The latest Greenie propaganda from Hollywood



What Hollywood won't tell you follows the excerpt below

Carteret Islanders have been called the world's first climate refugees. Their homeland, a remote chain of six small islands in the South Pacific, is fast losing ground to rising sea levels. The 1,000 or so people whose families have lived there for dozens of generations have made an agonizing decision to relocate their entire community before it disappears beneath the rising waves.

In June of 2008, filmmakers Jennifer Redfearn and Tim Metzger learned of the refugees' plight and headed to the Carteret Islands, video equipment in tow, hoping to share their story with the world. Their documentary, "Sun Come Up," was released last year. Sunday night, it’s up for an Academy Award in the best documentary short category.

Redfearn has a background in environment studies, a journalism degree from Columbia University, and had worked on several television series, but "Sun Come Up" is her debut film. She first heard about the Carteret Islanders from a forwarded humanitarian e-mail alert; after reading about them, she could focus on little else. Three months after receiving the e-mail, Redfearn and filmmaking partner Metzger landed in the South Pacific and started shooting. They weren't sure what to expect, but they had been encouraged to come by Ursula Rakova, the head of the Carteret relocation program.
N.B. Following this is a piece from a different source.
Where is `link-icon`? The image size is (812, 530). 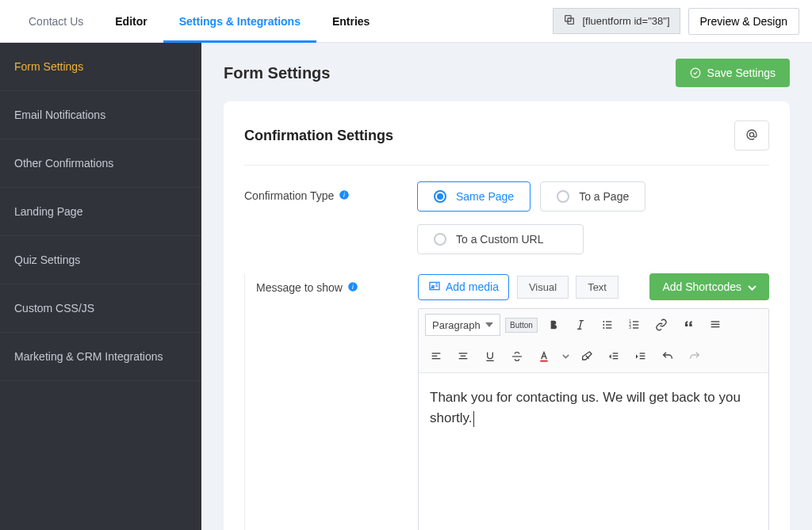
link-icon is located at coordinates (661, 325).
They were well received, and the islanders were, according to Redfearn, "really generous with their time and sharing their stories." They were well aware of why their islands were shrinking and the global issues behind the local changes. "When they first started to witness changes, they didn't know why," Redfearn explains. "But Ursula was born on the Carteret Islands and has traveled abroad to get her education, so she has become aware of what's happening internationally. She taught the community about the science."

The filmmakers didn't find the islanders to be helpless or angry. "More than anything else," Redfearn says, "there's a great feeling of uncertainty." The island's elders would prefer to stay, despite the risks. They grew up there, spent their whole lives there, and "have no interest in moving and adapting to a new society or culture." But the younger generations are looking at things differently. "They're looking ahead at how to rebuild their community somewhere else."

More HERE

Now for some facts:

The Carteret Islands are coral atolls that have been damaged by the indigenous fishing industry. Homemade Ammonium Nitrate bomblets, used to stun fish for easy "harvesting" (by lazy fishermen) had the unintended effect of breaking up the surrounding Coral beds, which are the foundation of the "islands."

Once blasted, the Coral is destroyed and can't recover. The underpinning of the remaining land is then impaired and "duh," the islands begin to sink. Some depletion of the fresh water aquifer may also contribute to the sinking. The region is also tectonically active and subsiding land is a real possibility.

Of course, the Sea-Level is being blamed, but a quick look at NASA's Jason satellite data shows that Sea-Level has outright FLATLINED since January 2004 to the present (Flatlined = ZERO rise) within a 20mm ± zone!!!

The whole movie is simply environmental "spin."